An experimental actor-based language with native chaos engineering capabilities.
GAL explores what happens when you make chaos testing a first-class language feature instead of an external tool. It's designed for building resilient distributed systems where fault tolerance is built into the language itself.
Honest Assessment: GAL has ambitious goals and solid architecture, but many features are still in development. See our implementation status for details.
- Actor Model - Basic actor spawning, message passing, and state management
- C Backend - Compiles GAL to C code with runtime (development/testing)
- Chaos Contracts - DSL for specifying resilience invariants
- Core Compiler - Lexer, parser, type checker, IR generation
- Fault Injection Framework - Structure for injecting faults (integration in progress)
- Deterministic Replay - Record and replay execution (70% complete)
- Async Runtime - Redesigning for better scalability
- Chaos Integration - Connecting all the pieces together
- Formal verification
- Time-travel debugging
- Distributed actors
- Self-modifying code (Godelian features)
// A chaos-resilient payment processor
@chaos_contract(
invariant: "balance >= 0",
tested_under: [MessageDrop(0.1), ActorCrash, NetworkDelay(100ms)]
)
actor PaymentProcessor {
state balance: Money = 0
on ProcessPayment(amount: Money)
requires amount > 0
ensures balance == old(balance) + amount
=>
balance = balance + amount
send(audit_log, PaymentProcessed(amount))
}
supervisor PaymentCluster {
strategy = ExponentialBackoff(initial: 100ms, max: 30s)
on WorkerCrashed(id) =>
log("Worker {id} crashed, restarting...")
spawn_replacement()
}
# Requires Rust 1.70+
git clone https://github.com/geeknik/gal
cd gal
cargo build --release
# Compile and run an example using the C backend
./target/release/galc compile --backend c examples/hello_world.gal -o hello.c
gcc -o hello hello.c -lpthread
./hellosrc/
bin/ - CLI tools (galc, gal-repl, gal-chaos)
lexer.rs - Tokenization
parser.rs - AST construction
semantic.rs - Type checking
runtime/ - Actor system
chaos_*/ - Chaos engineering
examples/ - GAL code examples
stdlib/ - Standard library
docs/ - Documentation
These are realistic current numbers, not aspirational targets:
| Metric | Current | Target |
|---|---|---|
| Actor spawn | ~1K/sec | 100K/sec |
| Message latency | ~10us | 1-5us |
| Max actors | ~4K | 1M+ |
The current thread-per-actor model limits scalability. We're working on an async redesign.
We welcome contributions! GAL is in early development and there's lots to do:
- Good first issues: Improve error messages, add test cases
- Intermediate: Complete chaos integration, fix compiler warnings
- Advanced: Async runtime redesign, verification engine
See CONTRIBUTING.md for guidelines.
Named after Kurt Godel, whose incompleteness theorems showed that sufficiently powerful systems can make statements about themselves. GAL explores this idea through:
- Self-referential actors that can inspect and modify their own behavior
- Meta-programming where code can generate and transform code
- Chaos contracts that specify what should remain true even under failure
These features are experimental and partially implemented.
GAL builds on ideas from:
- Actor models (Carl Hewitt, Erlang/OTP)
- Chaos engineering (Netflix)
- Formal methods (TLA+, Leslie Lamport)
- Self-reference (Kurt Godel)
MIT License - see LICENSE for details.
Note: GAL is research/experimental software. It's not ready for production use. We're building it in the open and welcome feedback, but please set expectations accordingly.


**WHAT TO PRODUCE**
Scan the entries for the word "each". Every line that has it should be copied.

%%

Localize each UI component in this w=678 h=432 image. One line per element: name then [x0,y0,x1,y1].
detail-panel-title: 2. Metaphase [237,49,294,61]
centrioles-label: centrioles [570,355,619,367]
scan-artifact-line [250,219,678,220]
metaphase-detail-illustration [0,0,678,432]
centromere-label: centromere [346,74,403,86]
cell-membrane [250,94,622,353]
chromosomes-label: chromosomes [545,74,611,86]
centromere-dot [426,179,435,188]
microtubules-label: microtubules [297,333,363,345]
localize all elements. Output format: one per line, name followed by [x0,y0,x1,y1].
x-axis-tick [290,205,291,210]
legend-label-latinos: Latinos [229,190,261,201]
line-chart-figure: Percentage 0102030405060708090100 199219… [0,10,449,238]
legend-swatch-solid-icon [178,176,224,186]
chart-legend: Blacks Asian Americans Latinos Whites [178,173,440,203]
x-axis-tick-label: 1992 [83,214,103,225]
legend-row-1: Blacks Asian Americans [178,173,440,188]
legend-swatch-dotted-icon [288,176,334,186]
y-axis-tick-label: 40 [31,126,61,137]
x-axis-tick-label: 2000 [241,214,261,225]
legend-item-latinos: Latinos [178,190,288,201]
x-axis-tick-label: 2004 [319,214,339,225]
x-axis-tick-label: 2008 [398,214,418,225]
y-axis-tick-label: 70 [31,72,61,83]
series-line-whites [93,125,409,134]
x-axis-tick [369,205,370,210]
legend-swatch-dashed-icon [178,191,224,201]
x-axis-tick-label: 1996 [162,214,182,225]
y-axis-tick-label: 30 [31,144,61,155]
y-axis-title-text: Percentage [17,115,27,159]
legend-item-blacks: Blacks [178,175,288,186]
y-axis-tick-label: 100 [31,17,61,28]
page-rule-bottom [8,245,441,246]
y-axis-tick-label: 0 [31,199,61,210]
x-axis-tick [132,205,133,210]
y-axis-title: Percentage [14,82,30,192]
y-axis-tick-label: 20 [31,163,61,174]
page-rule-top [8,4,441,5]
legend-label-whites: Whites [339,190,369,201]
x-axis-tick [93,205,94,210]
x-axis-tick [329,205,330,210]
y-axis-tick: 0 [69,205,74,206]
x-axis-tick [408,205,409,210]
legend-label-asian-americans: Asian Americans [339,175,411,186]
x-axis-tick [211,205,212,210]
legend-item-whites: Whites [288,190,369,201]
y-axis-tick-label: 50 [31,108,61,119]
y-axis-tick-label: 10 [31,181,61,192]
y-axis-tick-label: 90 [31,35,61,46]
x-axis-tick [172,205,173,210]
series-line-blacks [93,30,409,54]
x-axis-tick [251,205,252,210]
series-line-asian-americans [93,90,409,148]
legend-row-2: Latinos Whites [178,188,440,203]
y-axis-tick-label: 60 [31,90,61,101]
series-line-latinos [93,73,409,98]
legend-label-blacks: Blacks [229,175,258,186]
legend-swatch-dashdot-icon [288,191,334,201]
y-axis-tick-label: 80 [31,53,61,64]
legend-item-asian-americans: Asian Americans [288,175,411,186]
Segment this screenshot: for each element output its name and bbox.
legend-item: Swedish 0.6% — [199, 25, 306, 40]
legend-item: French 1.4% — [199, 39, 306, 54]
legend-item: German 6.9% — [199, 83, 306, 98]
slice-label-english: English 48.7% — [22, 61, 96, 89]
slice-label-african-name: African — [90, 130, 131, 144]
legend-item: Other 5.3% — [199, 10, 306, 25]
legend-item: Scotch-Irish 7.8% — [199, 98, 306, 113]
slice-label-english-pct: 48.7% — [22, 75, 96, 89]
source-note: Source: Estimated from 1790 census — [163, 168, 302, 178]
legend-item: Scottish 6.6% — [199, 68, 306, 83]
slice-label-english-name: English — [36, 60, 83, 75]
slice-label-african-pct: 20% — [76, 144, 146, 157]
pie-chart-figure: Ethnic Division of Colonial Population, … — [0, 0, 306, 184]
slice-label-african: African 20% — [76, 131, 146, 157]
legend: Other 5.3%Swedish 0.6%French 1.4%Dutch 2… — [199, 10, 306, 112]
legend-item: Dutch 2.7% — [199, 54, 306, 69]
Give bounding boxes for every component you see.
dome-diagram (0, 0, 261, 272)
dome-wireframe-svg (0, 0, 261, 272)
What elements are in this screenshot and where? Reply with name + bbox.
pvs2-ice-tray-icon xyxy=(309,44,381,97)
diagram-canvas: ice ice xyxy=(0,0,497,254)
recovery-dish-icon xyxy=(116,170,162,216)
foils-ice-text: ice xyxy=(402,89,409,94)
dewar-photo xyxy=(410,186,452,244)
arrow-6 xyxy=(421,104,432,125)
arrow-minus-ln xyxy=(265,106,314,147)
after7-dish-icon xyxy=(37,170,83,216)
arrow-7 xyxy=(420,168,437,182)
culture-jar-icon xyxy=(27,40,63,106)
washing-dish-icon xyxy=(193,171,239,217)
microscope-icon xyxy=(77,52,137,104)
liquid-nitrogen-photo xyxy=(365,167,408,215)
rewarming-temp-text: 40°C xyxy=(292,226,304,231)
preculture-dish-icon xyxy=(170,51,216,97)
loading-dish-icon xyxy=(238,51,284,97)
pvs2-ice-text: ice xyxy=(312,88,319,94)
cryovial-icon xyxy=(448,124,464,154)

%%

**WORKED SOLUTION**
Localize each UI component in this w=678 h=432 image. One line per element: name then [x0,y0,x1,y1].
Segment this screenshot: for each element output its name and bbox.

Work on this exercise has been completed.